Chopin Nocturne for Violin by Seidel

Toscha Seidel (violin): American Columbia Recordings (Biddulph)

Toscha Seidel, violin

Biddulph 85067-2


There is a moment in Toscha Seidel’s release of the Chopin nocturne — arranged by his teacher Leopold Auer with the kind of tasteful restraint that distinguished Auer’s editorial hand from the more interventionist Kreisler school — where the violin seems simply to breathe. Not ornament. Not display. Breathe. It stops you.

Seidel has been a ghost at the feast of early violin discography for too long. His name surfaces occasionally in the footnotes — Carl Flesch, never a man to waste a compliment, argued that Efrem Zimbalist had been unjustly elevated above him in the Auer hierarchy, leaving Seidel outside the famous trinity of Heifetz, Elman, and Zimbalist — but his recordings have circulated mainly as curiosities in anthology packages, glimpsed rather than heard. This Biddulph reissue of his American Columbia sessions from 1918 to 1921 is the corrective we needed.

The historical context matters here. Columbia was after Heifetz’s blood. Victor had signed the nineteen-year-old Lithuanian prodigy in 1917, and his first recordings caused the kind of sensation that reshaped the entire industry’s sense of what the violin could do. Columbia needed a rival, and they found one in Seidel — himself barely out of his teens, himself an Auer product, himself possessed of a artistry so apparently effortless that the word “nonchalant” keeps suggesting itself. Whether Seidel was actually Columbia’s answer to Heifetz is a question these recordings can’t quite resolve. But they pose it seriously.

The tone is the first thing. Molten is the right word — not the silvery, slightly astringent beauty Heifetz commanded even in his acoustic recordings, but something warmer, more amber-colored, vibrated with a fervency that occasionally tips toward the overripe. The Wieniawski “Romance” walks that edge. Seidel loves it almost too much; the vibrato widens in the upper positions until sentiment threatens to become sentimentality. He pulls back just in time, which is either superb instinct or very good luck, and probably both.

What’s more interesting — and more revealing of an actual artistic mind at work — is what he does with Schumann’s “Träumerei.” Here the fervency disappears entirely. The tone narrows, the vibrato tightens, and something almost Classical in its poise takes over. This chaste refinement, as one wants to call it, sits oddly with the lush Wieniawski. It is, in fact, the quality Flesch associated with Zimbalist — the very quality he thought too cool, too bloodless. Seidel apparently had access to both registers, which makes him more interesting than either his admirers or detractors have suggested.

The rhythmic elasticity — this is where reasonable people can disagree. Kreisler’s rubato was structural, a kind of composed flexibility that felt inevitable in retrospect. Seidel’s is more improvisatory, sometimes thrillingly so, sometimes merely willful. The Kreisler “Caprice Viennois” makes the point clearly: there’s real élan in it, genuine tonal breadth, but the rhythmic liberties accumulate past the point of expressivity into something that starts to feel like restlessness. One wants him to trust the music a little more.

Jacob Sandler’s “Eili, Eili” is a surprise. Given how emotionally direct the piece is — a Yiddish melody of real grief — you might expect Seidel to pour everything on. He doesn’t. The vibrato is controlled, the expression curiously reserved, as though he’s honoring the melody by not editorializing it to death. It’s the most unexpected moment on the disc, and possibly the most moving.

Three pieces here use small orchestral accompaniment — the Cui miniatures and two Tchaikovsky arrangements, including a lovely transcription of the famous Andante cantabile from the String Quartet No. 1 in D major. The orchestral textures are necessarily thin in acoustic recording, but Seidel adjusts, projecting with a directness that the piano-accompanied pieces don’t always require.

Biddulph’s transfers are clean. The surface noise has been managed without the over-processing that turns acoustic recordings into things that sound like they’re being performed inside a pillow. You can hear the bow arm, which matters enormously — these are players for whom the right hand was a whole expressive vocabulary, not just a motor.

Seidel’s later career — radio work, film studio dates, the long West Coast years — has tended to make him seem like a talent that dissipated into commerce. These recordings argue otherwise. He was, in 1918, a violinist of genuine stature, not merely a Heifetz surrogate. That he didn’t become Heifetz is hardly a criticism. Nobody became Heifetz. What he became, at his best, was himself — which is rarer than it sounds, and more than enough.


• **WHAT TO DO**: Your task is to restate word for word the lines in the material below, from the one with "Select footwear with a bounding box." up to and including the one with "top=y1, right=x2, bottom=y2].". Do not carry over the pictures.

• **RECORD EXCERPTS**:
━━━━━━━━━━

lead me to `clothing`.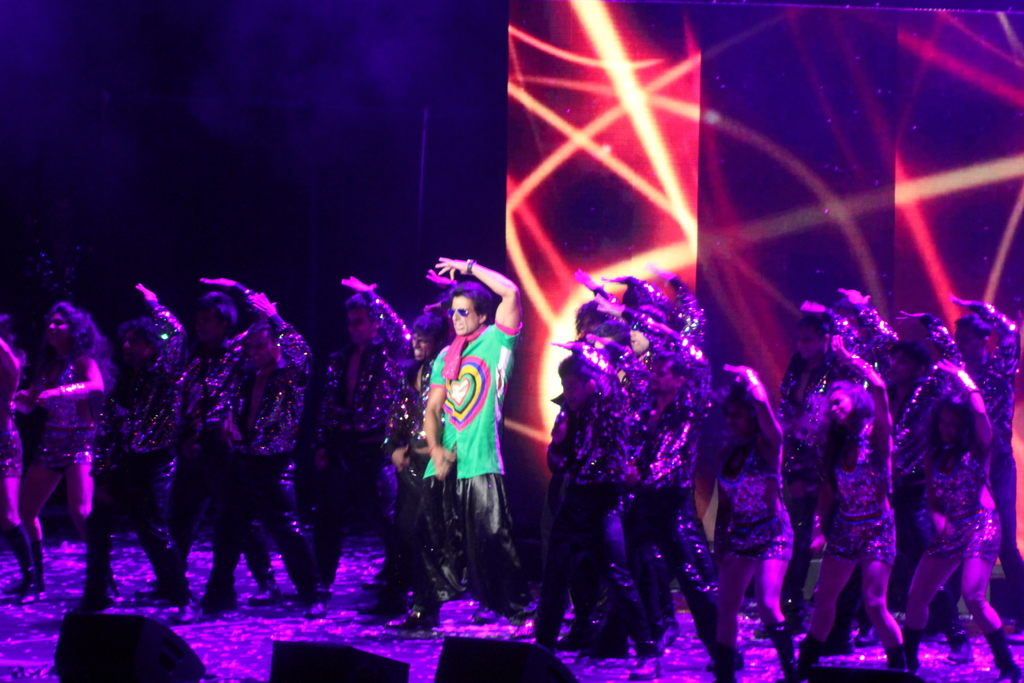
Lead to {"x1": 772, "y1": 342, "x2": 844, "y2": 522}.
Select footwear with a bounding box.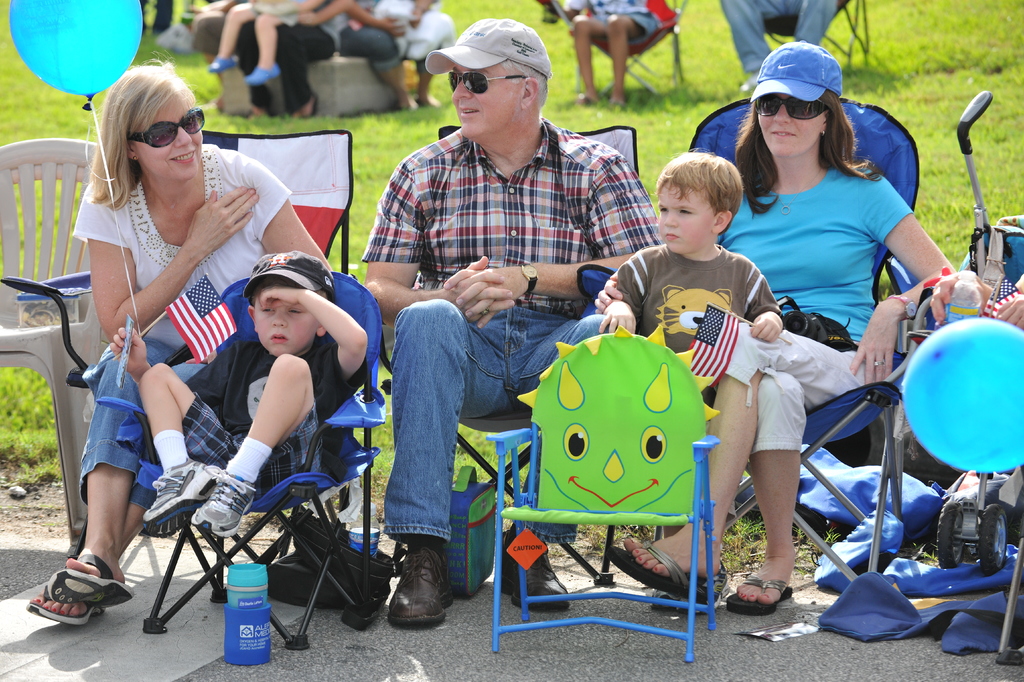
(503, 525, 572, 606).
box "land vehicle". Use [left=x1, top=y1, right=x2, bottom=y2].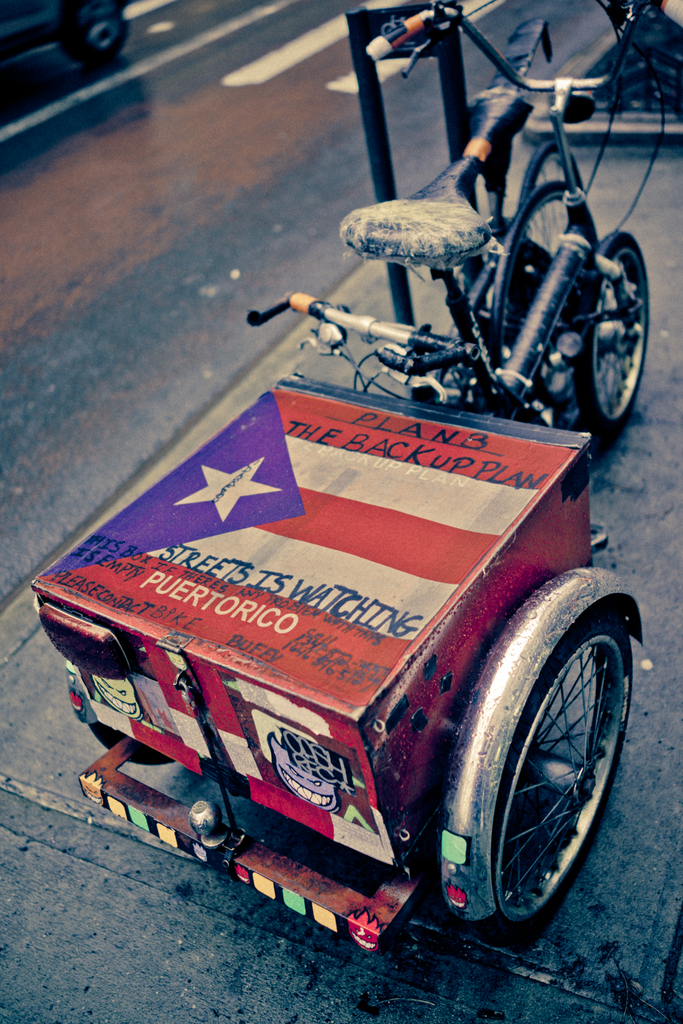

━━━━━━━━━━

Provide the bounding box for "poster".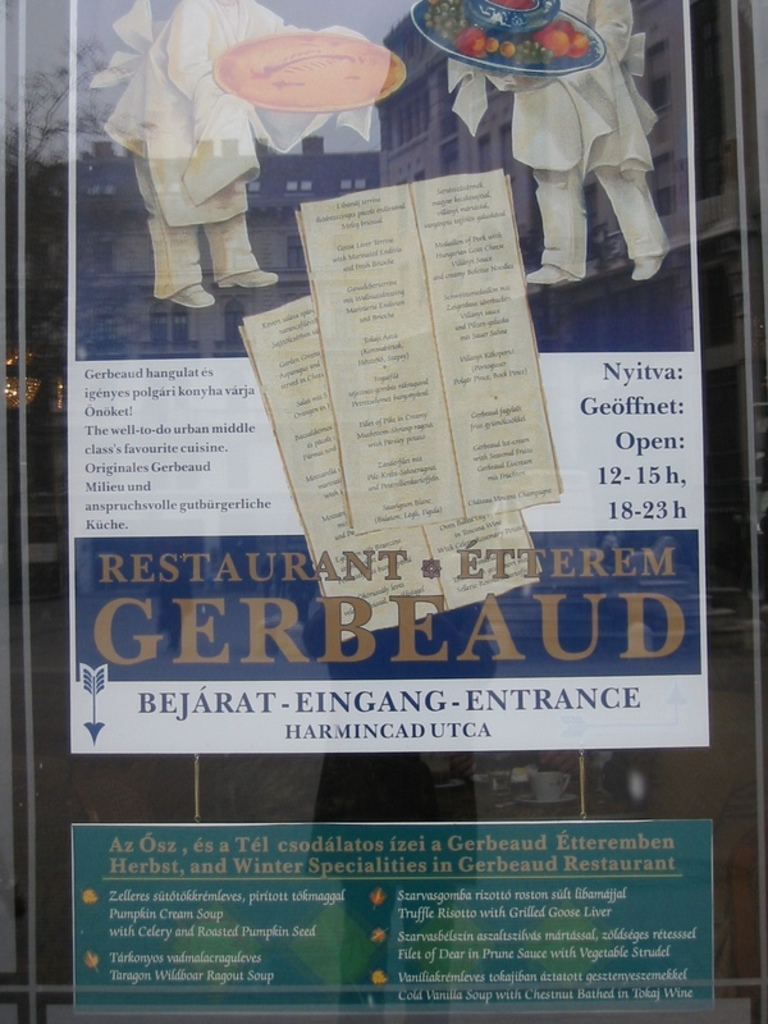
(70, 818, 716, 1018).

━━━━━━━━━━

• **SOLUTION TO THIS TASK**:
Select footwear with a bounding box.
(503, 525, 572, 606).
box "land vehicle". Use [left=x1, top=y1, right=x2, bottom=y2].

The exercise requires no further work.